Saturday, March 24, 2012

A Typical Day


I don’t know what’s happening. I’ve lost the creative juice or the energy or maybe it’s just that “la force” leaves my body due to the heat. Either way, I haven’t written. My parents have suggested I describe a typical day. Each day of the week has a different typical nature to it. Monday has its long work day, Tuesday has it tutoring sessions at night, Wednesday has the glorious market, Thursday’s another long work day and then Friday is left for house chores and an occasional visit to the mosque with Latifa. Saturday is free for baking with Latifa or my favorite mama and Sunday has the best snacks available after mass/ running.

Monday: The first thing I hear is women sweeping their concessions in the dark. Sweeping up remnants from dinner the previous night, the children’s wrappers or toys (read: cans, lids, sticks, bottles, etc.), and animal droppings. Then, the “swoosh” of the sweeping is broken by Mubarack, the stout three year old with the most cheery grin, babbling to his mother as she sweeps. This is soon followed by the scrape of my neighbor Malik’s door opening against the concrete porch that we share.  It’s time to get up. I scramble out of my mosquito net and open my back door.

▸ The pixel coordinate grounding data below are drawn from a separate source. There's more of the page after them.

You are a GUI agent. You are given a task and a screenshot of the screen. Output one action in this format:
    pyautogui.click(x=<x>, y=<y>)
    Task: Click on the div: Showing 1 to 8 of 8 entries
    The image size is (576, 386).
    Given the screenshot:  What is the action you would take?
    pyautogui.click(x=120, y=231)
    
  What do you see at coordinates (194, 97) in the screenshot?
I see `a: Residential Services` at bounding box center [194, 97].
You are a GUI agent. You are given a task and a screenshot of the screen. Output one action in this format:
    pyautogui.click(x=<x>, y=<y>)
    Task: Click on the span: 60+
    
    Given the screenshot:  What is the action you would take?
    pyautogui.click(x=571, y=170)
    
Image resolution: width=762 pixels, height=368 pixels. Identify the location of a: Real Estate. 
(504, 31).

Next, I assess the dish pile. Can I make oatmeal, or are my two pots already dirty? Is a frying pan clean…maybe I’ll make cornmeal pancakes instead? Is there even any food in my house to prepare, or should I buy rice and beans from the mama outside? Usually the answer is doing dishes early in the morning. Oy. When I finally enter my kitchen, Malik, the high school sophomore greets me with “Bonjour Madame” accented with sleep.

I usually make a cup of tea, oatmeal, or gari/sugar/peanuts and sit outside and take in the cool morning air as I stare at the swaying moringa trees. THEN, I gotta get all jazzed up for school with some snazzy earrings (if I don’t wear earrings, people remark “c’est pas bon” haha). I carry a woven plastic beach bag to school filled with lesson plans, drawings of vocabulary words, chalk, duster, and occasionally candy for the students. It’s a very practical bag, but I’ve been told only old market mamas use this style of bag. All the same, I figure that I’m already weird, so I’m embracing the “old market mama” part of my identity.

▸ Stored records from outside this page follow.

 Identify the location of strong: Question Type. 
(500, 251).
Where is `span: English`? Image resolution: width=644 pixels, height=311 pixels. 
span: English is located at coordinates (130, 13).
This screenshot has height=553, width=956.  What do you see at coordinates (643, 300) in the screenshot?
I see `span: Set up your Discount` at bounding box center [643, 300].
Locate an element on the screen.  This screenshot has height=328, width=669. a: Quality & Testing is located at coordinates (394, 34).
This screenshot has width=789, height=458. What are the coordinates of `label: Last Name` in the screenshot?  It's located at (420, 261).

On Mondays and Thursdays I teach 8-12 and 3-5. During that 3 hour pause I usually eat peanuts and nap. When I finish class at 5 I sit for a bit with a lady who speaks broken English. She sells peanuts and gari (dried cassava) and occasionally frozen bissap (hibiscus) and baobab juice. Recently, an avocado and fish sandwich lady has joined the posse. We sit under the shade of a tree catching the breeze, watching women and children use the foot pump to fill their HUGE basins of water in the middle of the school yard. We generally practice a bit of Idaasha for me and some English for them. On Thursday, I ritualistically proclaim, “I’m a FREE woman.” No class for me on Friday! Free! Free!

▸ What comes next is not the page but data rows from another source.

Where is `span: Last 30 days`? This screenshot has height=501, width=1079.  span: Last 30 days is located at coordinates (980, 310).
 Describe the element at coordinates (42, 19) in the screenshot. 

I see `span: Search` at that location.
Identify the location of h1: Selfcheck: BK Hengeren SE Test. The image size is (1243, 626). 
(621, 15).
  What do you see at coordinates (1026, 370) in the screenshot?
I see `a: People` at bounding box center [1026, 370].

After I’ve chilled for a bit, on Thursdays I stop by the Akoridji house to greet, sit, and chat. There’s this one woman, Hortense, who speaks broken French, which we combine with my broken Idaasha. Despite the not-so-eloquent blending of our languages, we always have a blast together and spend the majority of the time cracking up. Later, I head home and see a pack of kids playing empty plastic bottles as drums and dancing in the concession yard. Madame Mariam is usually sitting outside her boutique and starting to prepare dinner for her two children. Next is my own dinner preparation (I eat lots of rice…and btw, onions here are SUPER pungent so I end up teary eyed) and bucket bath time. Then I lie outside and read until bedtime. Unless there’s tutoring or I need to review or create vocabulary drawings for my classes the next day.

A full day is a happy day, ko?

1 comment:

  1. While reading your journal, I listen to Nas and Damian Marley. In their song pairing up places in Africa with those in the USA is a line joining Eldorado with the Congo (if I am hearing it right) and it makes me feel a little closer to you. I like knowing the names of the people in your village. Somehow picturing the cheerful 3-year old Mubarack makes me smile, too. Matt sent me more pics of little Holden with a football, wagon, etc. I can remember playing a game with a can and sticks with other kids so maybe I would have fit into your 'hood. Keep wearing those fine earrings. Love you,PatG.